Saying that it's not without flaws but they are almost entirely of the 'device needed to tell a big' story' variety and I'm not going to dwell on them here. Suffice to say that they're needed to help move the narrative through the intellectual ideas Roberts wants to gallop through.
There are enough ideas packed onto the page here to keep lesser authors supplied for entire ten book series but Roberts is interested in the whole, in the concepts that underlie the elements and it's enough to say "here it is, because of that there". Not since I read Quicksilver have I been so excited by the sheer volume of detail and exploration on display - if one could get fat from reading then this book would have tipped me well over my daily allowance.

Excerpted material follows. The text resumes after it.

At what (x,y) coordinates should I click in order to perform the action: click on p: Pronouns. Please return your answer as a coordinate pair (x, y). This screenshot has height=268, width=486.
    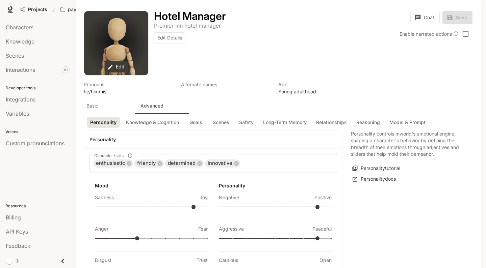
    Looking at the image, I should click on (128, 84).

How Roberts delivers this is through a ballsy tale of democratic participation in the midst of a war set, for the most part, in the home counties (including the unforgettable Battle of Basingstoke). If you're worried it's all a bit hi falutin, do panic, what Roberts is exploring is presented to the reader as a war story whose end we experience with the narrator. It feels both deliciously Enlightenment (and Baroque) while proudly tattooing its contemporary setting across your forehead. I was reminded of Hobbes, Bacon, De Tocqueville and Arthur C Clarke and Huxley at their very best. This is Sci Fi as it's supposed to be written, in all its glorious drive to understanding humanity and what shapes us.
So far I've detailed a book I really enjoyed. Why's it important? Here's why: Roberts tackles the idea of social media as a tool for revolution (it was published in 2009 and so written almost coincidentally around the time the first Arab Springs were being sprung), about how proper democracy is really very different from representative democracy and how being part of that is transformational for both those on the inside and those on the outside. He also pores over what it means to be human (through the lens of sociality and technology) and what intelligence might look like as it evolves in an age driven by technological change.
In summary this is a good story overwhelmed (in a compelling and positive manner) by an American super sized breakfast buffet of ideas and visions of the future.